FSI calls for a self-regulator for investment advisers

But the Financial Services Institute Inc. isn't suggesting it should be Finra just yet
OCT 07, 2009
The Financial Services Institute Inc. is now clamoring for a self-regulatory organization to oversee investment advisers. “FSI supports a self-funded industry-informed regulator for investment advisers,” FSI general counsel and director of government affairs David Bellaire said in an interview today. “We believe that should be a separate entity” from the Securities and Exchange Commission, although the adviser SRO should be supervised by the SEC, he said. Mr. Bellaire, whose organization represents about 120 broker-dealers, stopped short of endorsing the Financial Industry Regulatory Authority Inc. as the SRO for advisers, as has been suggested by some in recent months “No one’s really laid out a plan for how they would take on that role,” Mr. Bellaire said. Advisers’ groups strongly oppose setting up a separate SRO, fearing that Finra would become their regulator. They argue that Finra is better suited to regulate the brokerage industry, which comes under different regulations than investment advisory firms. The Financial Planning Coalition, made up of the Financial Planning Association, the National Association of Personal Financial Advisors and the Certified Financial Planner Board of Standards Inc., has called for creating a separate professional regulatory organization to oversee financial planners and financial planning. About 120 representatives of dually registered broker-dealers and investment advisers represented by the FSI lobbied members of Congress during a Washington meeting last week on the SRO issue, Mr. Bellaire said. Draft legislation released Oct. 1 by Rep. Paul Kanjorski, D-Pa., chairman of the House Financial Services Subcommittee on Capital Markets, Insurance and Government Sponsored Enterprises, calls for imposing new fees on investment advisory firms to cover the cost of SEC inspections. The FSI opposes that, Mr. Bellaire said. “The SEC’s got too much on their plate. What we need is a separate, distinct entity that can focus on investment adviser supervision, exams and enforcement,” he said.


→ **Try it**
Return every line below in which "icon" appears.

-------- Data provided

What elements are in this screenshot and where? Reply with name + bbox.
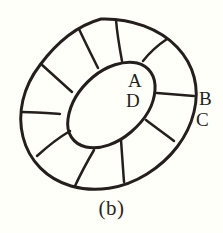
figure-container: A D B C (b) (0, 0, 223, 233)
segment-divider-7 (37, 131, 70, 156)
segment-divider-2 (143, 39, 167, 61)
label-c: C (196, 110, 209, 129)
segment-divider-4 (146, 120, 174, 141)
figure-caption: (b) (0, 196, 223, 221)
label-a: A (128, 71, 142, 90)
torus-outline-group (21, 19, 197, 189)
segment-divider-6 (75, 150, 94, 186)
outer-ellipse-path (21, 19, 197, 189)
segment-divider-5 (121, 140, 124, 182)
segment-divider-1 (116, 20, 122, 61)
segment-dividers-group (22, 20, 194, 186)
segment-divider-9 (41, 64, 72, 92)
label-b: B (199, 89, 212, 108)
label-d: D (126, 91, 140, 110)
segment-divider-3 (157, 93, 194, 96)
segment-divider-8 (22, 112, 60, 114)
segment-divider-10 (79, 29, 98, 68)
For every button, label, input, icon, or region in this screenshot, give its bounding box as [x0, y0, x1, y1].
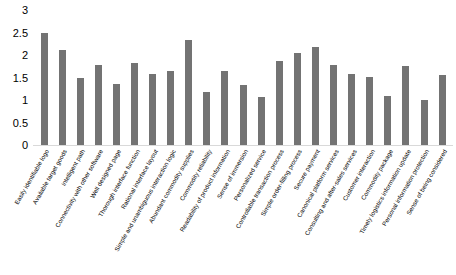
bar-slot — [433, 10, 451, 145]
x-label-slot: Well designed page — [107, 146, 125, 275]
bar-series — [33, 10, 453, 145]
y-axis: 32.521.510.50 — [0, 0, 33, 160]
bar[interactable] — [421, 100, 428, 145]
bar-slot — [379, 10, 397, 145]
bar-slot — [325, 10, 343, 145]
bar-slot — [252, 10, 270, 145]
bar-slot — [198, 10, 216, 145]
bar[interactable] — [113, 84, 120, 145]
bar[interactable] — [258, 97, 265, 145]
plot-area — [33, 10, 453, 145]
y-tick-label: 0.5 — [13, 117, 28, 128]
bar-slot — [361, 10, 379, 145]
bar[interactable] — [59, 50, 66, 145]
bar[interactable] — [348, 74, 355, 145]
bar[interactable] — [203, 92, 210, 145]
bar-slot — [89, 10, 107, 145]
bar-slot — [53, 10, 71, 145]
bar-chart: 32.521.510.50 Easily identifiable logoAv… — [0, 0, 456, 275]
x-label-slot: Commodity reliability — [198, 146, 216, 275]
bar-slot — [180, 10, 198, 145]
bar-slot — [71, 10, 89, 145]
bar-slot — [343, 10, 361, 145]
bar-slot — [288, 10, 306, 145]
bar-slot — [216, 10, 234, 145]
bar[interactable] — [131, 63, 138, 145]
bar-slot — [270, 10, 288, 145]
x-label-slot: Easily identifiable logo — [35, 146, 53, 275]
x-axis-labels: Easily identifiable logoAvailable target… — [33, 146, 453, 275]
bar[interactable] — [240, 85, 247, 145]
bar[interactable] — [41, 33, 48, 146]
bar-slot — [162, 10, 180, 145]
bar-slot — [397, 10, 415, 145]
bar[interactable] — [276, 61, 283, 145]
bar[interactable] — [439, 75, 446, 145]
y-tick-label: 0 — [22, 140, 28, 151]
y-tick-label: 3 — [22, 5, 28, 16]
bar-slot — [234, 10, 252, 145]
bar[interactable] — [294, 53, 301, 145]
y-tick-label: 2.5 — [13, 27, 28, 38]
bar[interactable] — [185, 40, 192, 145]
bar[interactable] — [149, 74, 156, 145]
bar[interactable] — [330, 65, 337, 145]
bar-slot — [125, 10, 143, 145]
x-label-slot: Canonical platform services — [325, 146, 343, 275]
bar[interactable] — [312, 47, 319, 145]
bar-slot — [306, 10, 324, 145]
bar[interactable] — [77, 78, 84, 146]
bar-slot — [144, 10, 162, 145]
bar-slot — [415, 10, 433, 145]
bar[interactable] — [402, 66, 409, 145]
bar-slot — [107, 10, 125, 145]
bar[interactable] — [366, 77, 373, 145]
x-label-slot: Personal information protection — [415, 146, 433, 275]
y-tick-label: 1 — [22, 95, 28, 106]
x-label-slot: Sense of being considered — [433, 146, 451, 275]
bar[interactable] — [167, 71, 174, 145]
bar[interactable] — [221, 71, 228, 145]
bar[interactable] — [384, 96, 391, 146]
y-tick-label: 2 — [22, 50, 28, 61]
x-label-slot: Readability of product information — [216, 146, 234, 275]
y-tick-label: 1.5 — [13, 72, 28, 83]
x-label-slot: Consulting and after-sales services — [343, 146, 361, 275]
bar-slot — [35, 10, 53, 145]
bar[interactable] — [95, 65, 102, 145]
x-label-slot: Simple and unambiguous interaction logic — [162, 146, 180, 275]
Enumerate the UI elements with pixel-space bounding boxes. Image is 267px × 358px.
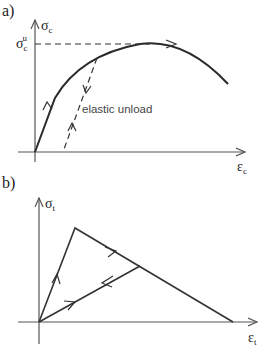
peak-stress-label: σcu (16, 33, 28, 53)
panel-a: a) σc σcu εc elastic unload (2, 2, 247, 176)
unload-reload-line (39, 266, 140, 322)
elastic-unload-annotation: elastic unload (82, 103, 152, 115)
y-axis-label-b: σt (45, 196, 56, 213)
panel-a-label: a) (2, 2, 14, 20)
panel-b-label: b) (2, 174, 15, 192)
softening-arrow-icon-b (105, 247, 116, 257)
x-axis-label-b: εt (248, 330, 257, 347)
unload-arrow-icon (83, 85, 91, 93)
panel-b: b) σt εt (2, 174, 257, 347)
x-axis-label-a: εc (237, 159, 247, 176)
y-axis-label-a: σc (41, 18, 53, 35)
tension-envelope (39, 228, 233, 322)
diagram-canvas: a) σc σcu εc elastic unload b) σt εt (0, 0, 267, 358)
compression-curve (35, 43, 228, 152)
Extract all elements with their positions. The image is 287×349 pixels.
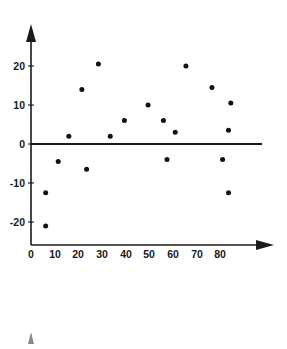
data-point [161, 118, 166, 123]
x-tick-label: 20 [72, 248, 84, 260]
scatter-plot-svg: -20 -10 0 10 20 0 10 20 30 40 50 60 70 8… [0, 0, 287, 349]
x-tick-label: 80 [214, 248, 226, 260]
data-point [56, 159, 61, 164]
data-point [79, 87, 84, 92]
data-point [173, 130, 178, 135]
y-axis-tick-labels: -20 -10 0 10 20 [10, 60, 25, 228]
y-tick-label: 20 [13, 60, 25, 72]
data-point [146, 103, 151, 108]
y-tick-label: 0 [19, 138, 25, 150]
data-point [209, 85, 214, 90]
data-point [183, 64, 188, 69]
y-axis-group [26, 24, 36, 245]
data-point [66, 134, 71, 139]
y-tick-label: -20 [10, 216, 25, 228]
data-point [43, 190, 48, 195]
secondary-axis-group [28, 332, 34, 344]
y-axis-arrow-icon [26, 24, 36, 42]
x-tick-label: 50 [143, 248, 155, 260]
y-tick-label: 10 [13, 99, 25, 111]
data-point [226, 190, 231, 195]
data-point [220, 157, 225, 162]
data-point [164, 157, 169, 162]
scatter-plot-figure: -20 -10 0 10 20 0 10 20 30 40 50 60 70 8… [0, 0, 287, 349]
x-axis-arrow-icon [256, 240, 274, 250]
data-point [108, 134, 113, 139]
data-point [43, 223, 48, 228]
x-axis-tick-labels: 0 10 20 30 40 50 60 70 80 [28, 248, 226, 260]
y-tick-label: -10 [10, 177, 25, 189]
x-tick-label: 30 [96, 248, 108, 260]
x-tick-label: 40 [120, 248, 132, 260]
data-point [226, 128, 231, 133]
x-tick-label: 60 [167, 248, 179, 260]
x-tick-label: 0 [28, 248, 34, 260]
x-tick-label: 70 [191, 248, 203, 260]
x-tick-label: 10 [49, 248, 61, 260]
secondary-y-axis-arrow-icon [28, 332, 34, 344]
data-point [96, 62, 101, 67]
data-point [228, 101, 233, 106]
data-point [84, 167, 89, 172]
data-point [122, 118, 127, 123]
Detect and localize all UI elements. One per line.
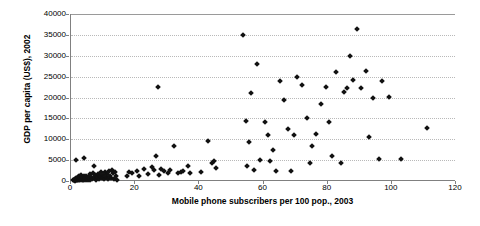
data-point [273, 168, 279, 174]
data-point [309, 143, 315, 149]
x-axis-label: 120 [448, 183, 461, 192]
y-axis-tick [66, 139, 69, 140]
data-point [136, 173, 142, 179]
gridline [71, 14, 455, 15]
data-point [347, 53, 353, 59]
x-axis-label: 40 [194, 183, 203, 192]
data-point [294, 74, 300, 80]
y-axis-tick [66, 160, 69, 161]
data-point [156, 172, 162, 178]
y-axis-ticks [0, 14, 70, 181]
data-point [254, 61, 260, 67]
data-point [251, 167, 257, 173]
data-point [354, 26, 360, 32]
data-point [73, 157, 79, 163]
data-point [153, 153, 159, 159]
x-axis-title: Mobile phone subscribers per 100 pop., 2… [70, 196, 455, 206]
x-axis-labels: 020406080100120 [70, 183, 455, 197]
gridline [71, 139, 455, 140]
gridline [71, 160, 455, 161]
data-point [376, 156, 382, 162]
x-axis-label: 0 [68, 183, 72, 192]
data-point [333, 69, 339, 75]
x-axis-label: 80 [322, 183, 331, 192]
data-point [185, 163, 191, 169]
gridline [71, 98, 455, 99]
y-axis-tick [66, 14, 69, 15]
data-point [168, 167, 174, 173]
y-axis-tick [66, 77, 69, 78]
data-point [151, 167, 157, 173]
data-point [270, 147, 276, 153]
x-axis-label: 60 [258, 183, 267, 192]
data-point [171, 144, 177, 150]
data-point [285, 126, 291, 132]
data-point [257, 157, 263, 163]
data-point [323, 85, 329, 91]
data-point [245, 164, 251, 170]
data-point [267, 158, 273, 164]
data-point [359, 85, 365, 91]
data-point [262, 119, 268, 125]
data-point [145, 171, 151, 177]
y-axis-tick [66, 98, 69, 99]
data-point [299, 82, 305, 88]
data-point [370, 95, 376, 101]
data-point [155, 84, 161, 90]
data-point [424, 125, 430, 131]
data-point [141, 166, 147, 172]
scatter-chart: GDP per capita (US$), 2002 0500010000150… [0, 0, 480, 226]
x-axis-label: 100 [384, 183, 397, 192]
y-axis-tick [66, 118, 69, 119]
data-point [304, 116, 310, 122]
data-point [240, 32, 246, 38]
data-point [330, 153, 336, 159]
y-axis-tick [66, 181, 69, 182]
data-point [326, 119, 332, 125]
y-axis-tick [66, 35, 69, 36]
data-point [213, 165, 219, 171]
data-point [318, 101, 324, 107]
data-point [248, 90, 254, 96]
data-point [379, 78, 385, 84]
y-axis-tick [66, 56, 69, 57]
data-point [277, 78, 283, 84]
data-point [399, 156, 405, 162]
data-point [363, 68, 369, 74]
data-point [291, 132, 297, 138]
plot-area [70, 14, 455, 181]
data-point [265, 132, 271, 138]
gridline [71, 56, 455, 57]
data-point [314, 131, 320, 137]
data-point [338, 160, 344, 166]
gridline [71, 77, 455, 78]
data-point [188, 170, 194, 176]
x-axis-label: 20 [130, 183, 139, 192]
gridline [71, 35, 455, 36]
data-point [198, 169, 204, 175]
data-point [288, 169, 294, 175]
data-point [91, 164, 97, 170]
data-point [386, 94, 392, 100]
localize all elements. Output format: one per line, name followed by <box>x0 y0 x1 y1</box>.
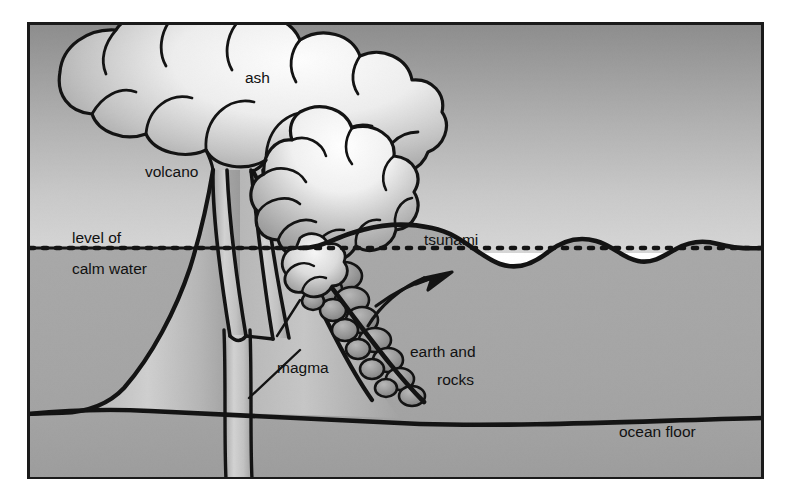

----------------

→ **Expected answer**
For every button, label, input, icon, or region in this screenshot, give its bounding box as [x0, y0, x1, y1].
softening-arrow-icon-b (105, 247, 116, 257)
unload-arrow-icon (83, 85, 91, 93)
y-axis-arrow-icon [26, 24, 36, 42]
x-axis-arrow-icon [256, 240, 274, 250]
secondary-y-axis-arrow-icon [28, 332, 34, 344]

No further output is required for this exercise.